Grounded teenager Jessie Campanelli just wants to be left alone that fateful afternoon. Wanting a break from her younger brother Paul, Jessie dares him to spend thirty minutes in the neighborhood haunted house and tells him to bring friends along so he has proof. It seems like a perfect plan; brother stays away, and brother can’t tell on her because he’s not supposed to go anywhere near the abandoned McIntyre home. Only Paul doesn’t come home and his friend loses and arm. Shortly after, the home claims her father, and Jessie soon discovers the house is hungry. Over her teens and into her adulthood, Jessie collects the stories of those who went into the house and never came out. When the house proves that it isn’t done with her, or her young son, Jessie has to return to the place that ruined her life.

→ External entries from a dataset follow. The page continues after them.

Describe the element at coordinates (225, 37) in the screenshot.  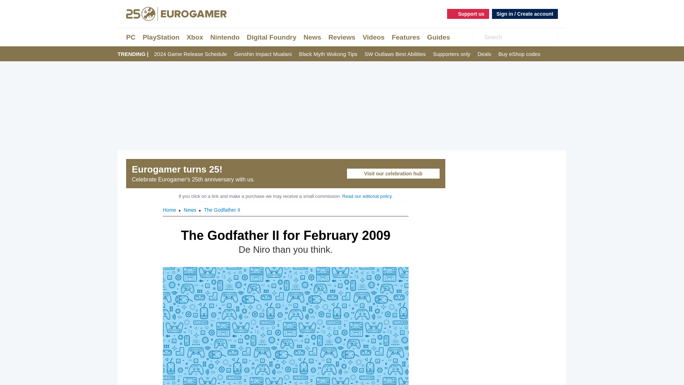
I see `Nintendo` at that location.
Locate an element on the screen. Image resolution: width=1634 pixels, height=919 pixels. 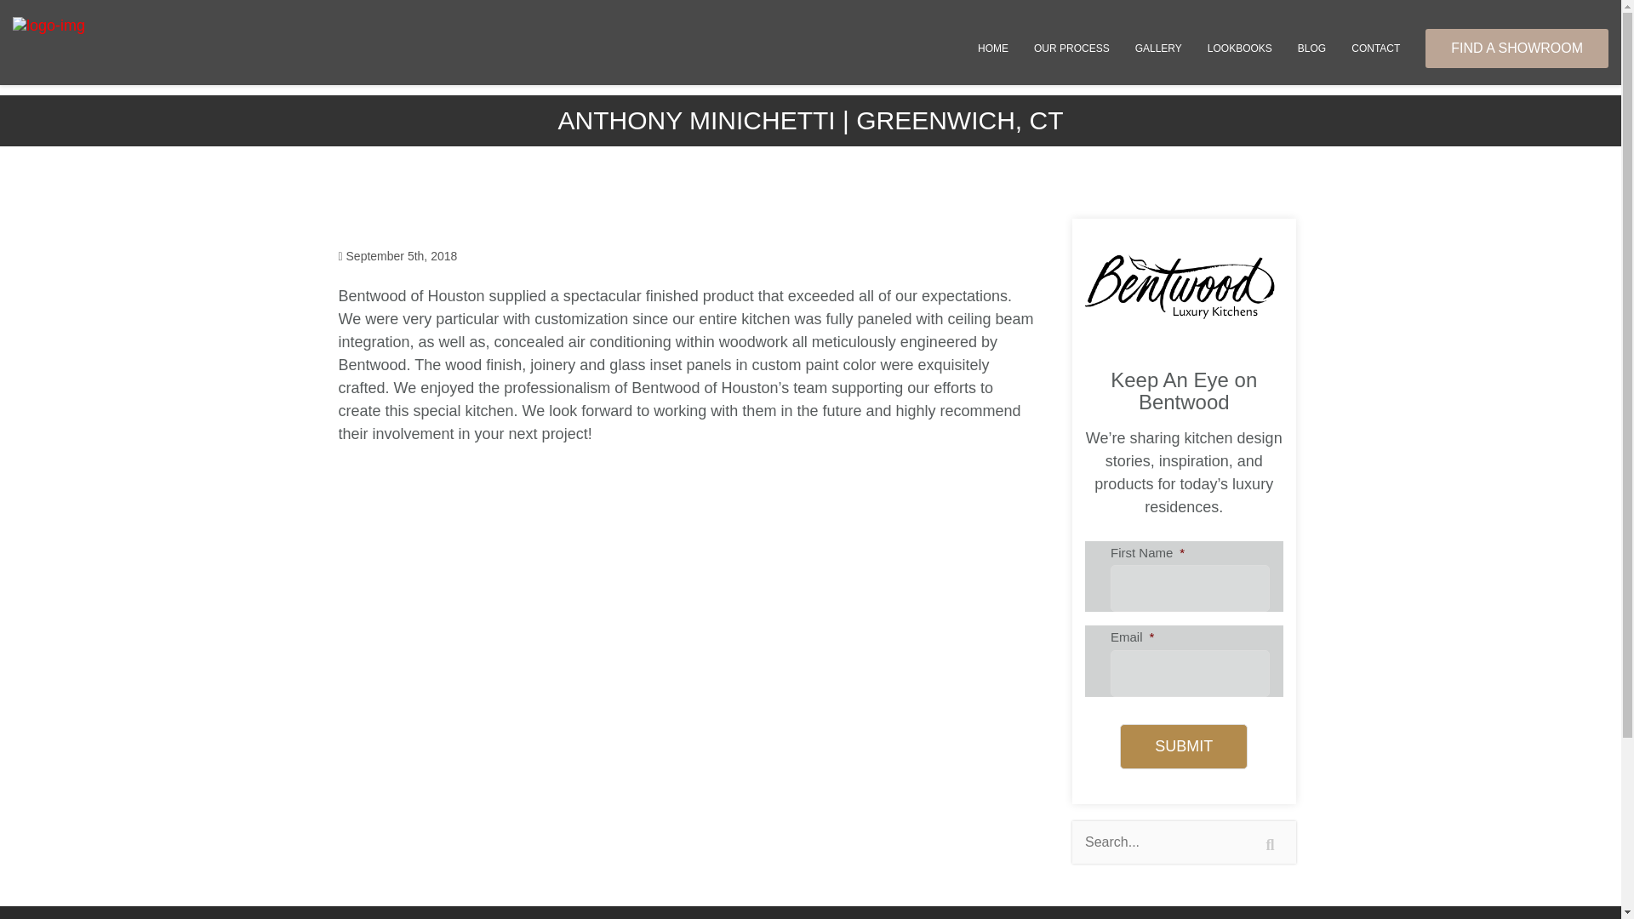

Told over the cyclical backdrop of families and neighborhood changes, The Place Where They Buried Your Heart, captures the gut wrenching feeling of being haunted by past traumas. Writer Christina Henry does an excellent job capturing the uncomfortable atmosphere of that one place in your neighborhood you know must be evil. The details of the mysterious home feel twisted and fresh, not just another haunted house regurgitation. Jessie’s grief is palatable and feels genuine, pulling the reader closer and closer into the story until the reader to is obsessed with finding out what makes the McIntyre home tick. This book was not only atmospheric, but it also made me burst into tears at one point (not a complaint). It can be really easy to get burned out on haunted house horror, but Christina Henry’s The Place Where They Buried Your Heart is right up there with the greats like The September House by Carissa Orlando. It captures the reader’s attention and holds on.
The Place Where They Buried Your Heart is available from Berkley Publishing Group November 4, 2025.